Reviews Roll in for Portman's “Black Swan” Following Venice Premiere

Darren Aronofsky's "Black Swan," the year's most hotly anticipated psychological thriller set in the world of ballet, opened the Venice Film Festival last night. While not everyone loved it it, a sampling of the reviews, even the less-than-fawning ones, has confirmed that this one is not to be missed.

"Black Swan," stars Natalie Portman as an up-and-coming ballet dancer seeking the lead in "Swan Lake," but finds herself in a competition with a rival dancer played by Mila Kunis, for the attention -- both on and off stage -- of the ballet director played by Vincent Cassel.

Watching the trailer, the film seem to be part a "Red Shoes," part "Fight Club," and part "Single White Female," with, let's be honest, a dash of "Showgirls." But enough jibba-jabba from someone stuck in midtown Manhattan, let's see what the folks lucky enough to have viewed the film in Venice have to say.

From Todd McCarthy at IndieWire:

As a sensory experience for the eyes and ears, “Black Swan” provides bountiful stimulation. Aronofsky and cinematographer Matthew Libatique choreograph the camera in beautiful counterpoint to Portman’s dance moves... But when the script by Mark Heyman and Andres Heinz, based on the latter’s story, struggles to carve out a real-world parallel to the life-and-death struggle depicted in the dance story, it goes over the top in something approaching grand guignol fashion.

From Kirk Honeycut at The Hollywood Reporter:

"Swan" is an instant guilty pleasure, a gorgeously shot, visually complex film whose badness is what's so good about it. You might howl at the sheer audacity of mixing mental illness with the body-fatiguing, mind-numbing rigors of ballet, but its lurid imagery and a hellcat competition between two rival dancers is pretty irresistible... but the horror-movie nonsense drags everything down the rabbit hole of preposterousness.

From Guy Lodge at In Contention:

while “Black Swan” may reveal itself as a fairy tale, that’s only after it has successfully masqueraded as a taut, witty and wickedly kinky thriller that pulls off the tricky double-bluff of following precisely the narrative course one has mapped out for it, yet emerging as all the more surprising for that adherence... There will, I suspect, be those left cold by the film’s more mannered instincts, or those who feel it’s a genre-film concession too far for the director. Either way, however, “Black Swan” cements Aronofsky’s place as one of the biggest and most unruly thinkers working in the only notionally small aesthetic of American independent cinema.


◆ What is being asked
Answer with a single number: how many lines in the listing below include "Academia"?

----------

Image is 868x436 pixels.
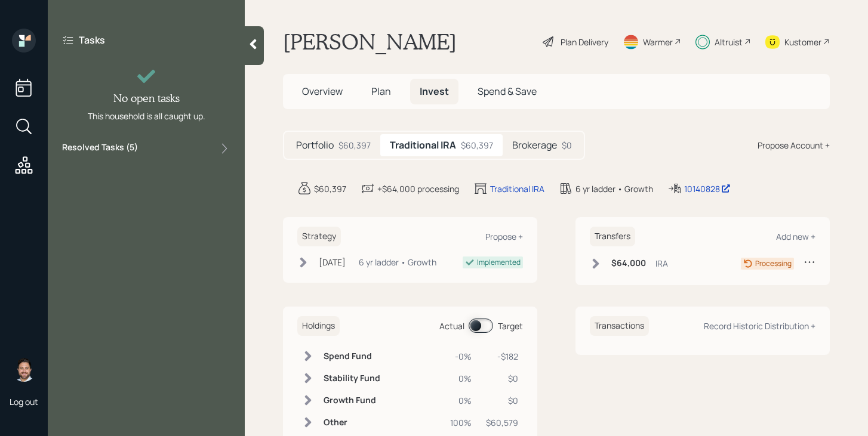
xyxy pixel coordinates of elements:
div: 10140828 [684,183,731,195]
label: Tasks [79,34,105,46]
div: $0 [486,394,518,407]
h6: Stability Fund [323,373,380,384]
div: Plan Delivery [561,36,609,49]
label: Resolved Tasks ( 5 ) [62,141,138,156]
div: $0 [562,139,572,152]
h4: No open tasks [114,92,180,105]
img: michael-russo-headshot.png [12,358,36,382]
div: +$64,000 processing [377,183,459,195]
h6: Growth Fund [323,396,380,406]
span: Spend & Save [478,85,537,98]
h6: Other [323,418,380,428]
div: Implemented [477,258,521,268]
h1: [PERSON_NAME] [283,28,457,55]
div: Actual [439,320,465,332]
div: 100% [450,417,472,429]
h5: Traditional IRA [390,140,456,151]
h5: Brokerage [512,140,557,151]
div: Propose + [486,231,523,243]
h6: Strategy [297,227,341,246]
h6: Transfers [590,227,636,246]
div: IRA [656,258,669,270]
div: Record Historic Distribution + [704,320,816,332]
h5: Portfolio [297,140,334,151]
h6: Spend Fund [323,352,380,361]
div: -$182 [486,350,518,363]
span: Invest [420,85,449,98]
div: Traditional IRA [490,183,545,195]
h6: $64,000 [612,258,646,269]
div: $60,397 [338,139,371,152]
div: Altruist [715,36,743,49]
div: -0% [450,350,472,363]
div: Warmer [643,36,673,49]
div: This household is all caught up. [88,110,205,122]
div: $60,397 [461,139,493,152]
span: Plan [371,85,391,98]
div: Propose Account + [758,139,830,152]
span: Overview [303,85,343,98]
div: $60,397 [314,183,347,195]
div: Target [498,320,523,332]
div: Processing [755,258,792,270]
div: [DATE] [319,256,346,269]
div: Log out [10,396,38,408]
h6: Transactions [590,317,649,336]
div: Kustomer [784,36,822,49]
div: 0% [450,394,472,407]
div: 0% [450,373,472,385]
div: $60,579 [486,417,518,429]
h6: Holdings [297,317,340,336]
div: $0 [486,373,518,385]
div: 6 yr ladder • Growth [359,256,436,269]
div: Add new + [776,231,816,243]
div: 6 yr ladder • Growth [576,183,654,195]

----------

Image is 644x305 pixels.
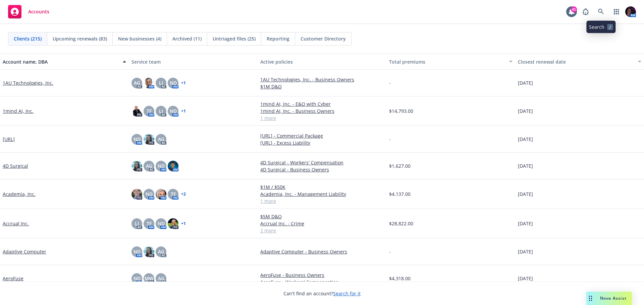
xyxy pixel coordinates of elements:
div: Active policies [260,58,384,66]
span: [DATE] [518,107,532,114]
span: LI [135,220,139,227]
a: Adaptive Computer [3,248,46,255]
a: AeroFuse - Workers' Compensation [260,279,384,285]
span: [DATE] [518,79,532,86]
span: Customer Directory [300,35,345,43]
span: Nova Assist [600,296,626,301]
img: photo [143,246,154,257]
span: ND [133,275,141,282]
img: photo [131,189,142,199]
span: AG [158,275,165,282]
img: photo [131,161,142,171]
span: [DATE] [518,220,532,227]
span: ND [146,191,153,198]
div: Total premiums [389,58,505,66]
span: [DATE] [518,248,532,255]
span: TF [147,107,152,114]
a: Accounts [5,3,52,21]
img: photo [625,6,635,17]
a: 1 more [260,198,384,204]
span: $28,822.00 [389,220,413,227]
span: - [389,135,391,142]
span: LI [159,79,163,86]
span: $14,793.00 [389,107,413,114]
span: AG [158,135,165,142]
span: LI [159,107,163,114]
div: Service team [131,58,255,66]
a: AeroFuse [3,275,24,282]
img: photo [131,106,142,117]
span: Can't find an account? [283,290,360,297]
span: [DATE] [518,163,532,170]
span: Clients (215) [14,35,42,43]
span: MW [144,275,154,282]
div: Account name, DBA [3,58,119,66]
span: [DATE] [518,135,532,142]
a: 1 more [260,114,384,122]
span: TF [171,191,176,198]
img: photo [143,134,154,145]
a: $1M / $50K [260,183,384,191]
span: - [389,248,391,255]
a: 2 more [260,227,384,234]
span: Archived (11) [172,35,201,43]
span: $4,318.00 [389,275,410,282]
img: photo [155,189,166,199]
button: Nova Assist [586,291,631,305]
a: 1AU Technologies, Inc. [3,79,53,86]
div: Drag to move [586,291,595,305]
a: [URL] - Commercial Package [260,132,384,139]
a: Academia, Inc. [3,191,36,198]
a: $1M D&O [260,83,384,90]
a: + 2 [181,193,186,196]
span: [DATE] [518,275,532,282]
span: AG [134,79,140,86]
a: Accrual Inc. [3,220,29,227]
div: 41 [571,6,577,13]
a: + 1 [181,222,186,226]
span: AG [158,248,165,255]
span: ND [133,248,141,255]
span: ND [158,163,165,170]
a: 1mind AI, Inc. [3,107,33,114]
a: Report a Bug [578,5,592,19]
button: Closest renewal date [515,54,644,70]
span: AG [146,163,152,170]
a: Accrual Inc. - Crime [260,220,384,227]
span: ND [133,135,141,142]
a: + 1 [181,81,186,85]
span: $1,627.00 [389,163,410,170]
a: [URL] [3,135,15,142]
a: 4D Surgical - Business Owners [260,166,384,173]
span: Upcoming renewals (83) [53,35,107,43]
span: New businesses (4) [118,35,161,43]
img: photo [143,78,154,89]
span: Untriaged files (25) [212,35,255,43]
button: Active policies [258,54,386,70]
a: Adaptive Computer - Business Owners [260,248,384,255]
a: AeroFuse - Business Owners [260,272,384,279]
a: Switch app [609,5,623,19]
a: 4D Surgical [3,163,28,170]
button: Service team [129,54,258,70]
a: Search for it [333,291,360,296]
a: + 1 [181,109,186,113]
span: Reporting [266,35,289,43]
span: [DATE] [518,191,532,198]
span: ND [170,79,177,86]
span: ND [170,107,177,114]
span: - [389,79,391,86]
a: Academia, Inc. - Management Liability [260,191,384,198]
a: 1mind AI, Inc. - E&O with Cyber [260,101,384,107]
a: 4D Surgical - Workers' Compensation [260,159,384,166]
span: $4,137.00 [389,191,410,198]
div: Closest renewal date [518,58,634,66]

----------

◆ Written response
2